Supplied material: Begin

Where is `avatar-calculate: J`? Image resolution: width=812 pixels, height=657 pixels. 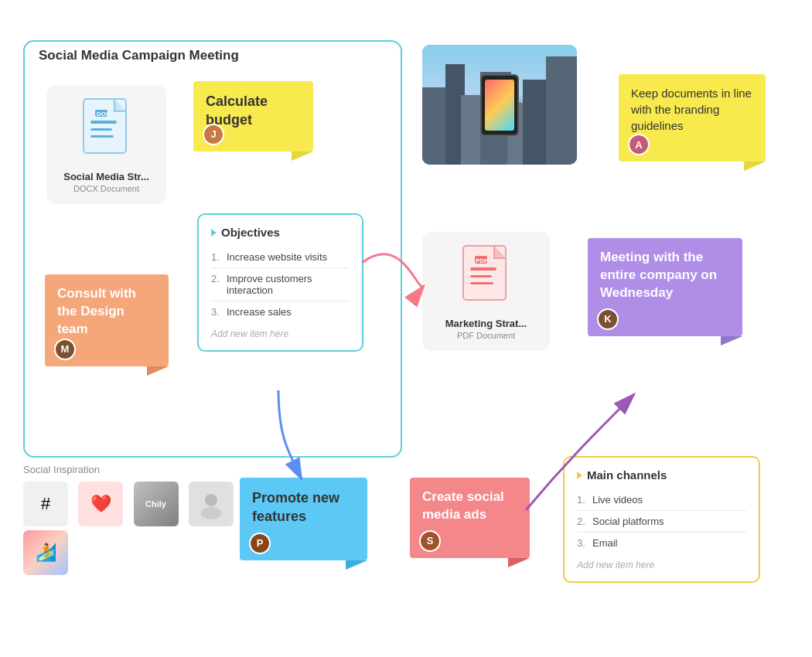
avatar-calculate: J is located at coordinates (213, 134).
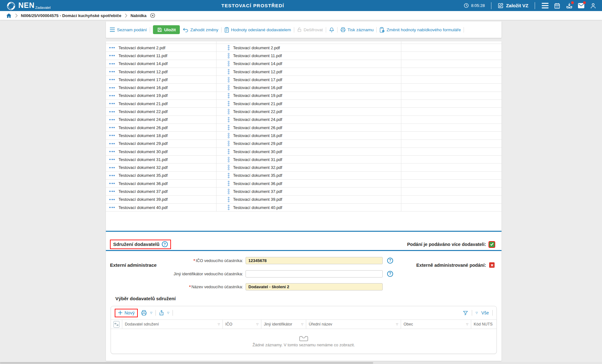 The width and height of the screenshot is (602, 364). I want to click on table-row: Testovací dokument 24.pdfTestovací dokum…, so click(304, 120).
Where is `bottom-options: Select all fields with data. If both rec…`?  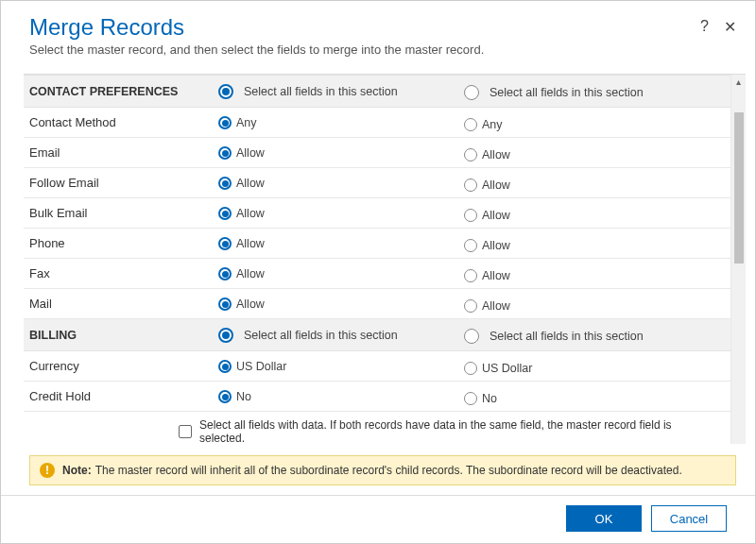
bottom-options: Select all fields with data. If both rec… is located at coordinates (377, 428).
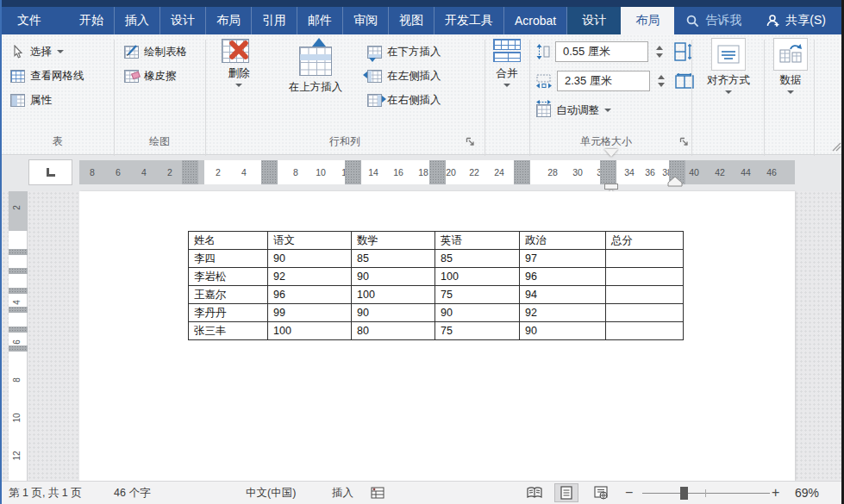 This screenshot has width=844, height=504. What do you see at coordinates (685, 142) in the screenshot?
I see `dialog-launcher-icon` at bounding box center [685, 142].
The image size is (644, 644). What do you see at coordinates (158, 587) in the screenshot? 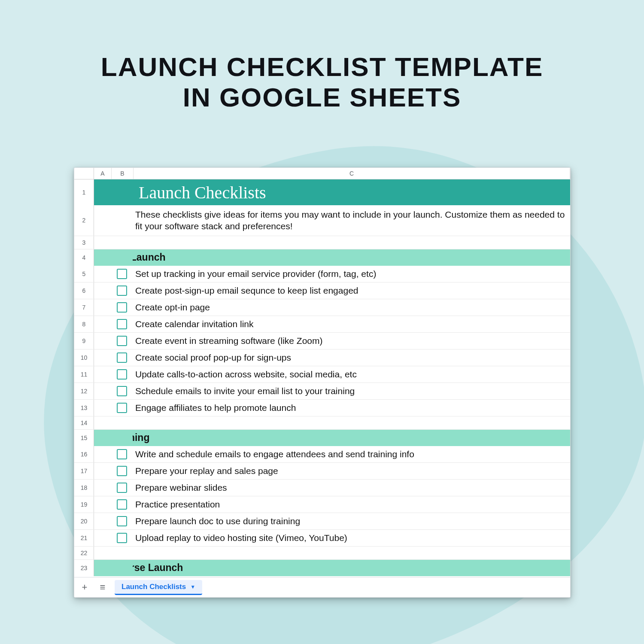
I see `sheet-tab-active: Launch Checklists ▼` at bounding box center [158, 587].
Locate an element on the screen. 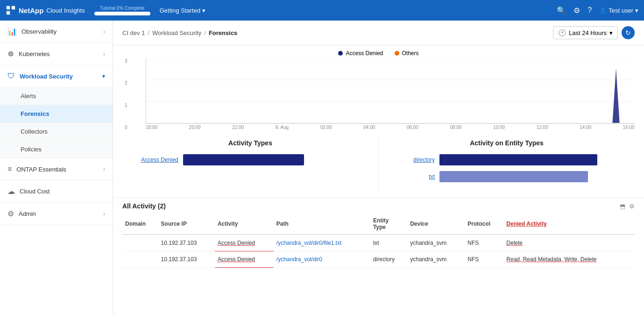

Supplied material: End

- Required action: When repeating the entries, leave out every picture and keep the rest exact.

- Solution:
Where is `avatar-calculate: J`? Image resolution: width=812 pixels, height=657 pixels. 
avatar-calculate: J is located at coordinates (213, 134).
 The width and height of the screenshot is (602, 364). I want to click on table-row: Testovací dokument 24.pdfTestovací dokum…, so click(304, 120).
Where is `bottom-options: Select all fields with data. If both rec…`?  
bottom-options: Select all fields with data. If both rec… is located at coordinates (377, 428).
 This screenshot has width=844, height=504. What do you see at coordinates (685, 142) in the screenshot?
I see `dialog-launcher-icon` at bounding box center [685, 142].
The image size is (644, 644). What do you see at coordinates (158, 587) in the screenshot? 
I see `sheet-tab-active: Launch Checklists ▼` at bounding box center [158, 587].
Locate an element on the screen. 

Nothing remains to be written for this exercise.